Readers by professional status Count As %
Other 5 19%
Professor > Associate Professor 4 15%
Researcher 3 11%
Student > Master 3 11%
Student > Ph. D. Student 2 7%
Other 4 15%
Unknown 6 22%
Readers by discipline Count As %
Medicine and Dentistry 16 59%
Nursing and Health Professions 1 4%
Psychology 1 4%
Engineering 1 4%
Unknown 8 30%
Attention Score in Context

Attention Score in Context

This research output has an Altmetric Attention Score of 5. This is our high-level measure of the quality and quantity of online attention that it has received. This Attention Score, as well as the ranking and number of research outputs shown below, was calculated when the research output was last mentioned on 24 June 2018.
All research outputs
#6,353,372
of 22,869,263 outputs
Outputs from BMC Pulmonary Medicine
#459
of 1,921 outputs
Outputs of similar age
#89,727
of 299,556 outputs
Outputs of similar age from BMC Pulmonary Medicine
#8
of 33 outputs
Altmetric has tracked 22,869,263 research outputs across all sources so far. This one has received more attention than most of these and is in the 72nd percentile.
So far Altmetric has tracked 1,921 research outputs from this source. They typically receive a little more attention than average, with a mean Attention Score of 5.4. This one has done well, scoring higher than 76% of its peers.

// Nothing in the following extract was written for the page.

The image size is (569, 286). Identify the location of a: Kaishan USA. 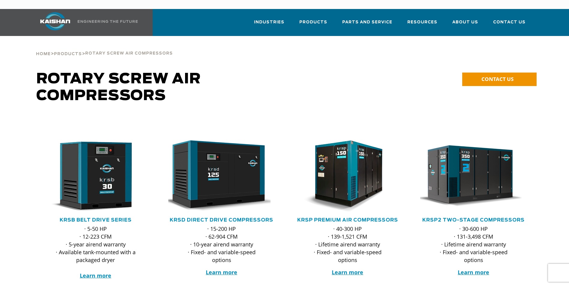
(86, 23).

Older research outputs will score higher simply because they've had more time to accumulate mentions. To account for age we can compare this Altmetric Attention Score to the 299,556 tracked outputs that were published within six weeks on either side of this one in any source. This one has gotten more attention than average, scoring higher than 69% of its contemporaries.
We're also able to compare this research output to 33 others from the same source and published within six weeks on either side of this one. This one has done well, scoring higher than 75% of its contemporaries.